Enshrouded launched into Early Access with an ambitious pitch: combine the building freedom of dedicated survival games with the exploration and combat of an action RPG, all set in a world where a mysterious corruption called the Shroud threatens to consume everything. Keen Games’ attempt to bridge these genres attracted significant attention, and the early community response suggests they’re on to something, even if the game hasn’t fully realized its potential yet.
The conversation around Enshrouded often compares it to other survival games and action RPGs, but the game is trying to be its own thing, a hybrid that takes the best elements of both genres. How well it succeeds at that depends on which elements matter most to you.
Building Above the Fog
The building system is Enshrouded’s standout feature. Voxel-based construction allows for detailed, creative bases with a level of freedom that rivals dedicated building games. Players have crafted impressive castles, villages, and fortress complexes that demonstrate the system’s flexibility. Combined with a terrain modification tool, the building possibilities extend beyond structures to reshaping the landscape itself.
Combat feels more polished than typical survival fare. The action-RPG side of the game offers melee, ranged, and magic options with a skill tree that allows meaningful specialization. Fighting through Shroud-corrupted zones, where a timer adds urgency and the environment itself is hostile, creates engaging dungeon-like experiences within the open world. Boss encounters provide genuine challenge and reward preparation.
The world is large and visually striking. The contrast between the bright, habitable overworld and the eerie, corrupted Shroud zones creates a compelling visual dynamic. Exploration rewards curiosity with hidden resources, lore, and crafting recipes. The verticality of the terrain, with cliffs, caves, and elevated ruins, adds dimension to traversal that flat open worlds lack.
Co-op for up to sixteen players works well, and the game scales its content to accommodate groups of various sizes. Building a settlement together while tackling increasingly dangerous Shroud zones creates a cooperative experience that balances creative and combat play styles.
An Identity Still Taking Shape
The survival elements feel thin compared to dedicated survival games. Hunger, thirst, and environmental threats exist but don’t demand the constant attention that genre purists expect. This is a deliberate design choice that prioritizes accessibility, but it means players looking for intense survival pressure won’t find it here. Enshrouded is closer to an RPG with building than a survival game with combat.
Content depth is the main concern during Early Access. The game’s world is large, but the variety of enemies, biomes, and objectives doesn’t yet fill it completely. Exploration can start to feel repetitive in the mid-game as you encounter familiar enemy types and dungeon layouts across different regions. Updates have been adding content steadily, but the current state leaves room for more variety.
The progression system can feel unclear. Quest objectives from NPC craftspeople guide you through the world, but the path from early game to end game isn’t always intuitive. Some players report feeling lost about what to prioritize, and the game’s attempts to blend open-world freedom with structured progression don’t always succeed.
Performance optimization is ongoing. While the game runs well for many players, larger bases and multiplayer sessions can cause frame rate issues. The Early Access state means technical improvements are expected, but current performance isn’t where it needs to be for ambitious builders.
The Shroud Between Genres
Enshrouded’s biggest challenge is satisfying two audiences at once. Survival fans want deeper survival systems and higher stakes. RPG fans want more narrative, better quests, and greater enemy variety. The game sits comfortably in the middle, doing both well enough to be engaging but not so deeply that either audience feels fully served. Whether that balance is a strength or a weakness depends entirely on what you’re looking for.
Should You Enter the Shroud?
If you want a game where you can build an elaborate base and then fight your way through dangerous corrupted zones with friends, Enshrouded delivers that fantasy well. It’s more accessible than hardcore survival games and more creative than most action RPGs. Players who want deep survival mechanics or rich narrative content should wait to see how Early Access development progresses. The foundation is strong, and the direction is promising.
The Verdict on Enshrouded
Enshrouded is an ambitious genre hybrid that gets the fundamentals right. The building system is excellent, the combat is satisfying, and the Shroud zones provide compelling exploration challenges. Early Access roughness shows in content depth, performance, and progression clarity, but the core experience is engaging enough to justify investment for players interested in the blend of building and action. It’s a game with clear potential that’s still growing into its ambitions.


What you have to do: Exact transcription of the data below is required, without the images.

[Records drawn from a dataset]
◆ ◆ ◆ ◆ ◆ ◆ ◆
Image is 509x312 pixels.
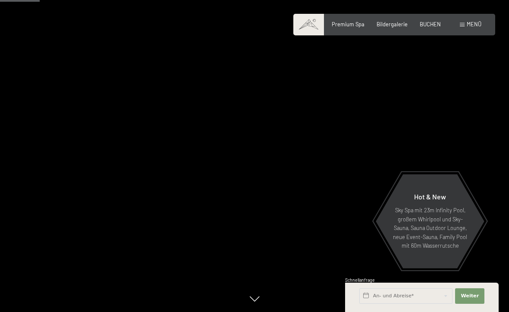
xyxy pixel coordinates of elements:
[420,21,441,28] a: BUCHEN
[377,21,408,28] a: Bildergalerie
[455,288,484,304] button: Weiter
[414,192,446,201] span: Hot & New
[375,174,485,269] a: Hot & New Sky Spa mit 23m Infinity Pool, großem Whirlpool und Sky-Sauna, Sauna Outdoor Lounge, ne...
[393,206,468,250] p: Sky Spa mit 23m Infinity Pool, großem Whirlpool und Sky-Sauna, Sauna Outdoor Lounge, neue Event-S...
[461,292,479,299] span: Weiter
[332,21,365,28] a: Premium Spa
[345,277,375,283] span: Schnellanfrage
[467,21,481,28] span: Menü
◆ ◆ ◆ ◆ ◆ ◆ ◆
Response to the exercise:
Image is 509x312 pixels.
xyxy pixel coordinates of elements:
[420,21,441,28] a: BUCHEN
[377,21,408,28] a: Bildergalerie
[455,288,484,304] button: Weiter
[414,192,446,201] span: Hot & New
[375,174,485,269] a: Hot & New Sky Spa mit 23m Infinity Pool, großem Whirlpool und Sky-Sauna, Sauna Outdoor Lounge, ne...
[393,206,468,250] p: Sky Spa mit 23m Infinity Pool, großem Whirlpool und Sky-Sauna, Sauna Outdoor Lounge, neue Event-S...
[461,292,479,299] span: Weiter
[332,21,365,28] a: Premium Spa
[345,277,375,283] span: Schnellanfrage
[467,21,481,28] span: Menü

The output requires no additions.